The incident occurred not too long ago in Attock district’s Hassanabdal metropolis, which is dwelling to the well-known Gurdwara Panja Sahib — some of the sacred websites in Sikhism.
According to a report revealed in Dawn newspaper, the lady stepped out of her home to throw away waste, however by no means returned. Her father runs a store in Hassanabdal.
The report, nonetheless, didn’t point out the date of the incident.
A case had been registered by Hassanabdal police towards an “unknown abductor” on the grievance of the lady’s father beneath Section 365-B of the Pakistan Penal Code for kidnapping, abducting or inducing a girl to marry, the report stated, quoting Raja Fayyaz-ul-Hassan, the sub-divisional police officer.
Police have launched a hunt for the lacking girl, the officer stated.
Sub-Inspector Tahir Iqbal, the spokesman for district police, additionally stated {that a} case was registered towards an “unknown abductor” instantly after the woman’s father filed a grievance.
The day after she went lacking she reportedly despatched a WhatsApp message to her father telling him that she had contracted a wedding of her personal will and transformed to Islam, stated sub-divisional police officer Hassan.

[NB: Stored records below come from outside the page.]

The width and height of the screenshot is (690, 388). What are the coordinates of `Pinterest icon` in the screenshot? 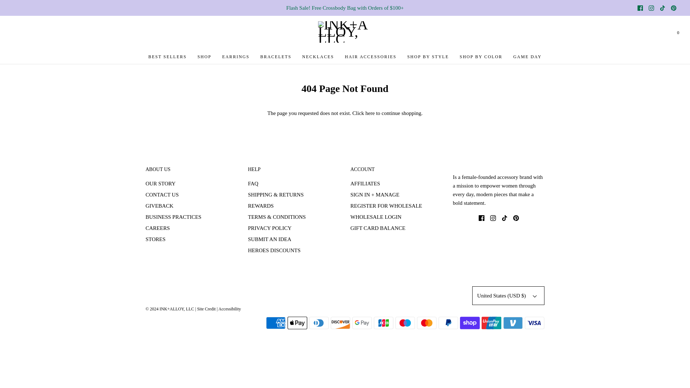 It's located at (673, 8).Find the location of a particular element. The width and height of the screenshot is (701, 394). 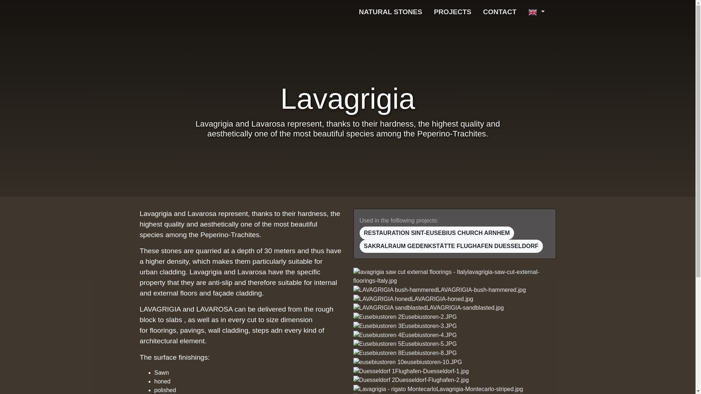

He stated a number of police groups have been searching for the lady in order that she may very well be produced earlier than a court docket of legislation and her assertion recorded.
General Secretary of the Pakistan Sikh Gurdwara Prabandhak Committee Sardar Ameer Singh additionally confirmed that the woman had gone lacking from her father’s home situated close to the Gurdwara Punja Sahib, the report stated.

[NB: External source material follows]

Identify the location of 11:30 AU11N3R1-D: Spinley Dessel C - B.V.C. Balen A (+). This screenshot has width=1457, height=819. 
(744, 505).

Singh stated the lady’s father and uncle met federal Minister for Religious Affairs Noorul Haq Qadri on Friday — within the presence of Punjab’s Minister for Minority Affairs Ijaz Alam Augustine and chairman of the Evacuee Trust Property Board (ETPB) Dr Aamir Ahmad — and knowledgeable him about her disappearance.

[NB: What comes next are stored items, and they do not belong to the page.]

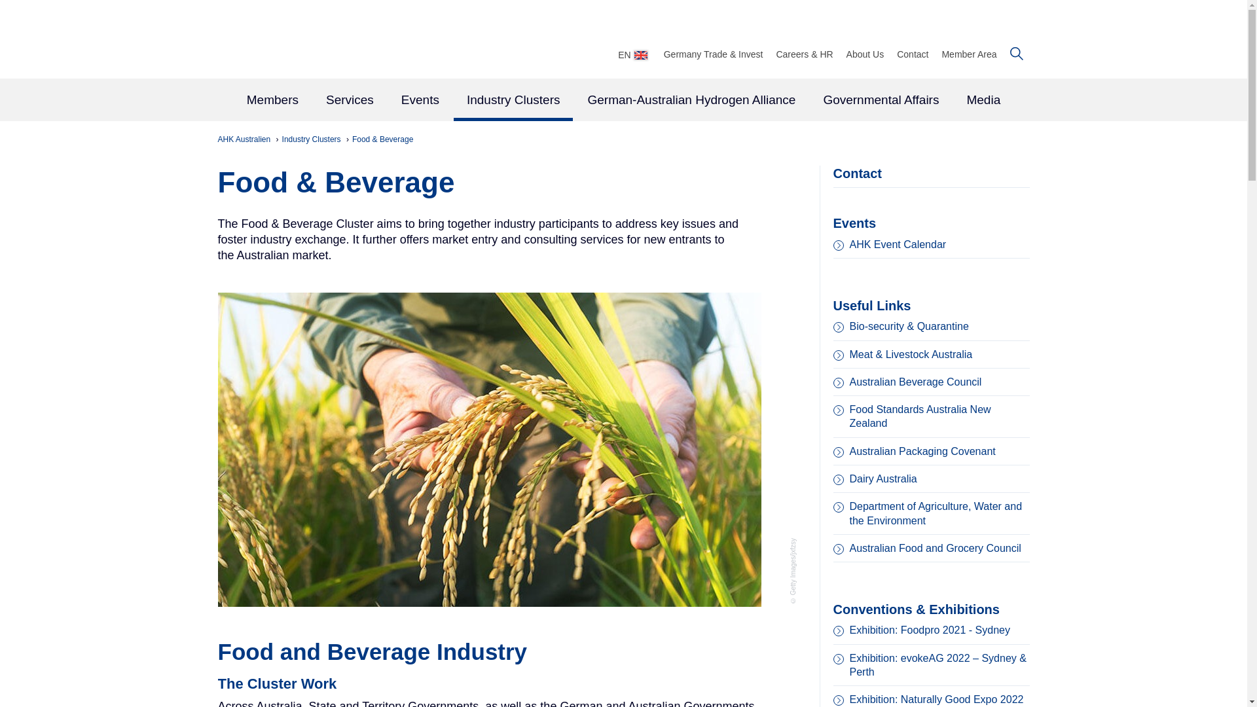 The width and height of the screenshot is (1257, 707). I want to click on Industry Clusters, so click(312, 139).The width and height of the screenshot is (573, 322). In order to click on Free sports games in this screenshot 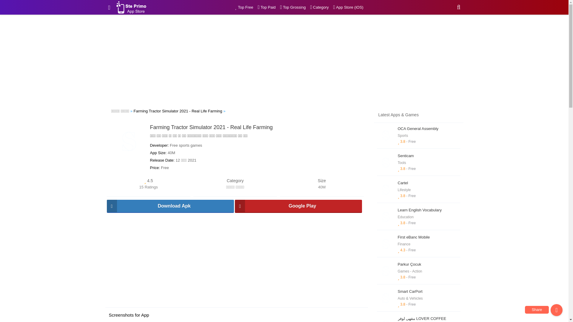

In response to a query, he stated: “At the moment, it is premature to confirm that the girl has converted to another religion. This can only be confirmed once the girl is found and her statement is recorded.”
There have been instances of pressured conversion and marriages of non-Muslim women in Pakistan however most of them are reported in Sindh province, which has a large Hindu inhabitants.